ReviewsThis original book's contribution is of the best kind: not to provide a set of answers, but to open up a whole new area of questions. This is likely to be an important book for all those interested in rethinking those territories of experience previously disciplined by the idea of "the aesthetic.", We have "Looked Awry" with #381i#382ek, and now we "Look Away" with Terada--and what do we see? Terada's scintillating study reveals all that is to be gained--intellectually, aesthetically, politically--from tarrying with the apparent. This slender volume is the best of guides to what its author calls "phenomenophilia," a strong inclination to cultivate ephemeral perceptual experience, and the perils and pleasures thereof, as these are anatomized in the writings of Kant, Coleridge, Nietzsche, and Adorno. This work of Terada's helps us imagine how to think more freely, and her accounts of these writers' respective takes on experiences of the fleeting, the glimpsed, the evanescent are themselves queer in the most errant sense of the term.
Dewey Edition22
Table Of ContentAcknowledgments Abbreviations and Textual Note Pretext Coleridge among the Spectra Purple Haze Thoughts and Things Contemporary Theories of Derealization and Mistrust Appearance and Acceptance in Kant From Mere to Necessary Appearance No Fault The Right to a Phenomenal World Legalize It No Right: Phenomenality and Self-Denial in Nietzsche Genealogy of Phenomenality Stolen Phenomenality The Disappearance of Appearance Court of Appeal, or, Adorno Critique of Facticity Illusion in Total Illusion Circus Colors Court of Appeal Postscript Bibliography Index
SynopsisTerada revisits debates about appearance and reality in order to make a startling claim: that the purpose of such debates is to police feelings of dissatisfaction with the given world., In Looking Away, Rei Terada revisits debates about appearance and reality in order to make a startling claim: that the purpose of such debates is to police feelings of dissatisfaction with the given world. Focusing on romantic and post-romantic thought after Kant, Terada argues that acceptance of the world "as is" is coerced by canonical epistemology and aesthetics. In guilty evasions of this coercion, post-Kantian thinkers cultivate fleeting, aberrant appearances, perceptual experiences that do not present themselves as facts to be accepted and therefore become images of freedom. This "phenomenophilia," she suggests, informs romanticism and subsequent philosophical thought with a nascent queer theory. Through graceful readings of Coleridge's obsession with perceptual ephemera, or "spectra," recorded in his Notebooks; of Kant's efforts in his First and Third Critiques to come to terms with the given world; of Nietzsche's responses to Kant and his meditations on ephemeral phenomenal experiences; and of Adorno's interpretations of both Nietzsche and Kant, Terada proposes that the connection between dissatisfaction and ephemeral phenomenality reveals a hitherto-unknown alternative to aesthetics that expresses our right to desire something other than experience "as is," even those parts of it that really cannot be otherwise.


# WORK TO BE COMPLETED
Copy all lines in the material holding the string "this".

# DATA SUPPLIED
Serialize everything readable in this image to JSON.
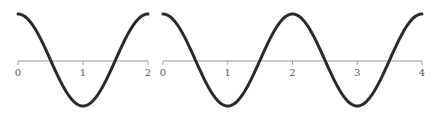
{
  "chart_data": [
    {
      "type": "line",
      "title": "",
      "xlabel": "",
      "ylabel": "",
      "function": "cos(pi*x)",
      "x_range": [
        0,
        2
      ],
      "ylim": [
        -1,
        1
      ],
      "grid": false,
      "x_ticks": [
        "0",
        "1",
        "2"
      ],
      "x": [
        0,
        0.25,
        0.5,
        0.75,
        1,
        1.25,
        1.5,
        1.75,
        2
      ],
      "values": [
        1,
        0.707,
        0,
        -0.707,
        -1,
        -0.707,
        0,
        0.707,
        1
      ],
      "line_color": "#2a2a2a",
      "axis_color": "#999999"
    },
    {
      "type": "line",
      "title": "",
      "xlabel": "",
      "ylabel": "",
      "function": "cos(pi*x)",
      "x_range": [
        0,
        4
      ],
      "ylim": [
        -1,
        1
      ],
      "grid": false,
      "x_ticks": [
        "0",
        "1",
        "2",
        "3",
        "4"
      ],
      "x": [
        0,
        0.5,
        1,
        1.5,
        2,
        2.5,
        3,
        3.5,
        4
      ],
      "values": [
        1,
        0,
        -1,
        0,
        1,
        0,
        -1,
        0,
        1
      ],
      "line_color": "#2a2a2a",
      "axis_color": "#999999"
    }
  ]
}
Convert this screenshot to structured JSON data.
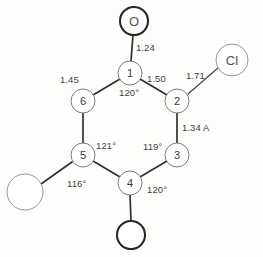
{
  "diagram": {
    "type": "chemical-structure",
    "background_color": "#fdfdfc",
    "line_color": "#33312f",
    "ring": {
      "name": "six-membered-ring",
      "vertices": [
        {
          "id": "1",
          "label": "1",
          "x": 130,
          "y": 73
        },
        {
          "id": "2",
          "label": "2",
          "x": 177,
          "y": 101
        },
        {
          "id": "3",
          "label": "3",
          "x": 177,
          "y": 155
        },
        {
          "id": "4",
          "label": "4",
          "x": 130,
          "y": 183
        },
        {
          "id": "5",
          "label": "5",
          "x": 83,
          "y": 155
        },
        {
          "id": "6",
          "label": "6",
          "x": 83,
          "y": 101
        }
      ]
    },
    "substituents": [
      {
        "id": "oxygen-top",
        "label": "O",
        "x": 134,
        "y": 21,
        "radius": 14,
        "style": "bold",
        "attached_to": "1"
      },
      {
        "id": "chlorine-right",
        "label": "Cl",
        "x": 232,
        "y": 60,
        "radius": 16,
        "style": "thin",
        "attached_to": "2"
      },
      {
        "id": "group-bottom",
        "label": "",
        "x": 131,
        "y": 235,
        "radius": 14,
        "style": "bold",
        "attached_to": "4"
      },
      {
        "id": "group-left",
        "label": "",
        "x": 25,
        "y": 192,
        "radius": 18,
        "style": "thin",
        "attached_to": "5"
      }
    ],
    "bond_labels": [
      {
        "id": "bond-1-oxygen",
        "text": "1.24",
        "x": 136,
        "y": 48
      },
      {
        "id": "bond-1-6",
        "text": "1.45",
        "x": 68,
        "y": 80
      },
      {
        "id": "bond-1-2",
        "text": "1.50",
        "x": 152,
        "y": 79
      },
      {
        "id": "bond-2-chlorine",
        "text": "1.71",
        "x": 189,
        "y": 75
      },
      {
        "id": "bond-2-3",
        "text": "1.34 A",
        "x": 182,
        "y": 128
      }
    ],
    "angle_labels": [
      {
        "id": "angle-at-1",
        "text": "120°",
        "x": 120,
        "y": 94
      },
      {
        "id": "angle-at-3",
        "text": "119°",
        "x": 145,
        "y": 148
      },
      {
        "id": "angle-at-4",
        "text": "120°",
        "x": 148,
        "y": 191
      },
      {
        "id": "angle-at-5-upper",
        "text": "121°",
        "x": 97,
        "y": 146
      },
      {
        "id": "angle-at-5-lower",
        "text": "116°",
        "x": 70,
        "y": 184
      }
    ]
  }
}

# RESULT
Serialize everything readable in this image to JSON.
Convert this screenshot to structured JSON data.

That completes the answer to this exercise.